All retailers looking to sell their goods direct to the consumer via the Web have to ensure they don't alienate their existing channels to market. Vauxhall is one company which seems to have done just that. John Oates examines its strategy, and finds there are lessons for all retailers moving online
By John Oates
Published: 26 October 1999 11:12 BST
Vauxhall appears to have achieved the Holy Grail of ecommerce - it's set up a direct sales operation without alienating its existing channel.
All Original Equipment Manufacturers (OEMs) face the same problems as Vauxhall as the Web becomes an increasingly popular channel to market - they either cannibalise their own market, or watch someone else do it. As Lance Doughty, automotive segment director, Cap Gemini, put it: "They don't have a choice. They have to do it."
Vauxhall achieved this delicate balancing act by consulting its dealers throughout its move onto the Web; it still uses them to fulfil online orders.
In February, Silicon.com wrote a story about Korean car manufacturer, Daewoo, which started selling online in the US. A spokesman for the Retail Motor Industry Federation (RMIF) claimed at the time that the very idea was ludicrous. He said: "A car is the second biggest purchase most people make - I wouldn't buy a pair of jeans on the Web, never mind a car."
He claimed most people use the Internet as a shop window to get information and "arm themselves with the facts" before visiting a showroom.
The RMIF spokesman said he feared people would miss "the excitement, the smell" of the showroom experience. Online car buying "is not a wise thing to do", he added. "What if the seat isn't comfortable?" His comments were greeted by email howls of derision from our readers knowing that by hook or by crook, the Web will revolutionise every area of commerce.
Seven months later, the European car dealers seem to have radically changed their tune. They now welcome the move onto the Web. Phil Jeffreys, a Vauxhall dealer in Wandsworth, London, said: "This is good news and we won't lose out. This is the way industry and society is going."
We spoke to the RMIF again and it too had changed tack since the start of the year. It said the announcement has been welcomed by all the dealers it had spoken to.
So has Vauxhall achieved the impossible, or are the usual fears about ecommerce - that it alienates the other market channels - untrue?
Cap Gemini's Doughty said: "Vauxhall has managed this very carefully and it is not full disintermediation. There are still areas of benefit for the dealers. It is symptomatic of the tightrope all manufacturers are walking. The problem is how to keep the dealers onside, but you have no choice. I don't think there will be big volume but the margins on these sales will be better."
A spokesman for Daewoo still holds a more traditional view. He said: "Europe is not as advanced as the US. The Internet is good for getting information and whittling down your shopping list at which point, armed with the information, people go to the showroom and kick the tyres. A car is the second biggest purchase most people make in their lives so you need to get a feel for the car. The idea of an automated, soulless purchase does not appeal to people." But he did concede that Vauxhall has made a bold move, and may prove Daewoo wrong.
Mike Godliman, a director at retail analysts, Verdict, said: "From a purely retail point of view ecommerce is going to be another channel to market. It is no different to a shop, a catalogue or a home shopping channel on TV."
But he pointed out that car dealers, with their "Swiss Tony" image, have an extra difficulty: "The problem for car dealers is that people do not like walking into salesrooms to buy cars. Look at bookshops which have already had to react to ecommerce - they have changed the stores to make them more appealing - turning them into coffee bars to differentiate themselves from the Web. Car dealers will have to go through a similar process and give themselves a friendlier image."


§ **About this exercise**
Provide the number of lines of the records that include "Receiver", with no other content.

[Dataset entries on figures]
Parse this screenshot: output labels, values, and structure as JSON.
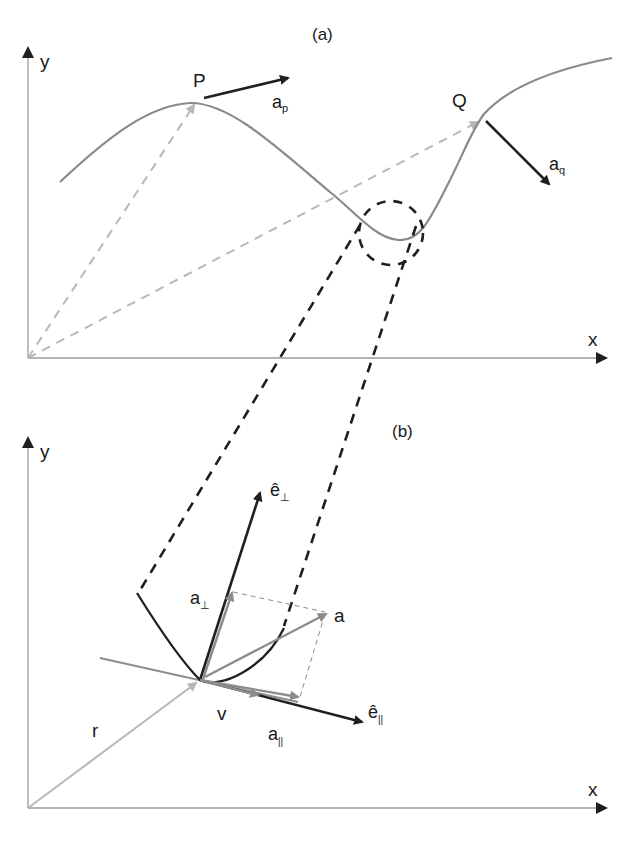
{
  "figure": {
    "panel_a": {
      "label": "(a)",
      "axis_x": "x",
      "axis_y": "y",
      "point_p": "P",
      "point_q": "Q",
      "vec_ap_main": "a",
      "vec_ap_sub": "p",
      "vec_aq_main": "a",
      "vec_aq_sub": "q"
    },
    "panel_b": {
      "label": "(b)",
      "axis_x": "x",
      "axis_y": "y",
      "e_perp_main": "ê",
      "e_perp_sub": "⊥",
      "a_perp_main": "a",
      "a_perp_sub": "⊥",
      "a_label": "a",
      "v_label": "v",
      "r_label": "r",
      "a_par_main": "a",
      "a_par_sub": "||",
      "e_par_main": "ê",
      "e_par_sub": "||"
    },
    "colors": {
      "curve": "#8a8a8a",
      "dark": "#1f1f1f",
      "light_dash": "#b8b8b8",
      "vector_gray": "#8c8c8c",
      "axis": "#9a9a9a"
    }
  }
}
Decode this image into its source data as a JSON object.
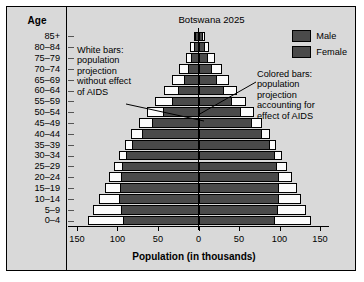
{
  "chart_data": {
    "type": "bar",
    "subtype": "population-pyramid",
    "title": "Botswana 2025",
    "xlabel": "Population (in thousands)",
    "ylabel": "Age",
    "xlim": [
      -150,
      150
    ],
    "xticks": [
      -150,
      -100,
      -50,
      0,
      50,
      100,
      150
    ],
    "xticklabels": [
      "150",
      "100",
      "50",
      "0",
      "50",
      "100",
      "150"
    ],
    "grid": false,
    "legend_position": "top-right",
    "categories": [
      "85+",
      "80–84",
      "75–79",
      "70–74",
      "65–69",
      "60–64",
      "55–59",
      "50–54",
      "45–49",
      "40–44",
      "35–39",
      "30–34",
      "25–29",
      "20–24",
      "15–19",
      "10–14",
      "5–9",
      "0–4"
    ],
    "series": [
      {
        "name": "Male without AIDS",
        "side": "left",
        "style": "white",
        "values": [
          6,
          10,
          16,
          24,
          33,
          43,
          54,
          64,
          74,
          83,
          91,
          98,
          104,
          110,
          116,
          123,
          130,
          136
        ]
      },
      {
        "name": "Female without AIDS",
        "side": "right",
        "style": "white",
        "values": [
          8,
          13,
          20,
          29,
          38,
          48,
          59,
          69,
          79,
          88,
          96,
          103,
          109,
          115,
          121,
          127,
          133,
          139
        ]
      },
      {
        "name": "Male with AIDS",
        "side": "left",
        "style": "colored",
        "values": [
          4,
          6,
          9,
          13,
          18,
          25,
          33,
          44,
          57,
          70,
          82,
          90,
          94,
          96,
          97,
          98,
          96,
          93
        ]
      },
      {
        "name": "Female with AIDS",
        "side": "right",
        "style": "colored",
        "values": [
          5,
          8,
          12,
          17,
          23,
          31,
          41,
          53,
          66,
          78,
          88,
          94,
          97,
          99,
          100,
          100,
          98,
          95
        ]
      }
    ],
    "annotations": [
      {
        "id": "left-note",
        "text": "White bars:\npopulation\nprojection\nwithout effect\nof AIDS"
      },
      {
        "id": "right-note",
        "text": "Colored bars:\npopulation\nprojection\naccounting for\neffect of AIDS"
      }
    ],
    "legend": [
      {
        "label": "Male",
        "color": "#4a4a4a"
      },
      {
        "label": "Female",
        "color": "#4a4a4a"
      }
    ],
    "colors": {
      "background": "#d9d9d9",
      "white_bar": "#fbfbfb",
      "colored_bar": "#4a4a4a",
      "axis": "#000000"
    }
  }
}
==
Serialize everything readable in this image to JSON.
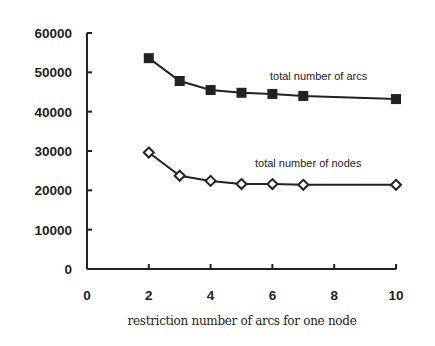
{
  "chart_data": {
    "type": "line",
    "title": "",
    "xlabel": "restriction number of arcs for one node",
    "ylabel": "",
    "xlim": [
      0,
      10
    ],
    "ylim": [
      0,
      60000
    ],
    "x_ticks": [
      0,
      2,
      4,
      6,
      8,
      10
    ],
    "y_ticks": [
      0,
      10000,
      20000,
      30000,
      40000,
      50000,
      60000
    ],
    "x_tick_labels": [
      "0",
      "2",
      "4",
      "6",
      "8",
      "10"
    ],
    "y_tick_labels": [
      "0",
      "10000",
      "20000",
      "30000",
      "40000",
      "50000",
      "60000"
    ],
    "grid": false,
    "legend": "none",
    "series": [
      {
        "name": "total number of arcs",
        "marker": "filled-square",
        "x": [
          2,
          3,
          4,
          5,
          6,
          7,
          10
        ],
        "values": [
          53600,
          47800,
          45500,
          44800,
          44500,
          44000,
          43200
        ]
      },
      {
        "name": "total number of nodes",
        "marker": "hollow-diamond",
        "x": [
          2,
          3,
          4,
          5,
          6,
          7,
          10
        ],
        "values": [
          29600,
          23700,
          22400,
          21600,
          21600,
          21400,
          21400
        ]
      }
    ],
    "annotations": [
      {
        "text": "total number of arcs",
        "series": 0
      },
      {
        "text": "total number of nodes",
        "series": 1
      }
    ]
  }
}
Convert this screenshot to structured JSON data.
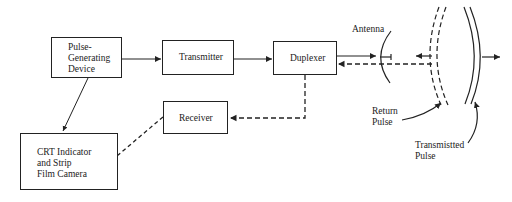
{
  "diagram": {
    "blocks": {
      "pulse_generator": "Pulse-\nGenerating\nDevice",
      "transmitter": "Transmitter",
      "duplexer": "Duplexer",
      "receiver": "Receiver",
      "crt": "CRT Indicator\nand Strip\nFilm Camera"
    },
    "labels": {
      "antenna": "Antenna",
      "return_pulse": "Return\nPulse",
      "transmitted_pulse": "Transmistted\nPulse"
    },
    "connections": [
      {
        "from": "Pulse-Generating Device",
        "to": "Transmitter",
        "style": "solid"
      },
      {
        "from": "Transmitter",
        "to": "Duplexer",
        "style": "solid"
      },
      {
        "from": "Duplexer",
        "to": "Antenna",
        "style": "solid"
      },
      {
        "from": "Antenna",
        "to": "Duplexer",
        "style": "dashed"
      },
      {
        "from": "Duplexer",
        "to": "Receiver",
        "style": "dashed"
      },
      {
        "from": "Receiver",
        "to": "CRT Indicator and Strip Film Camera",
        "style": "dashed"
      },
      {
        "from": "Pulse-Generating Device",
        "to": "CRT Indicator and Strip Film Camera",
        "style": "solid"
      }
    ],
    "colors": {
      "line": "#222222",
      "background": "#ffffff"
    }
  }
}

§ **Exercise response**
3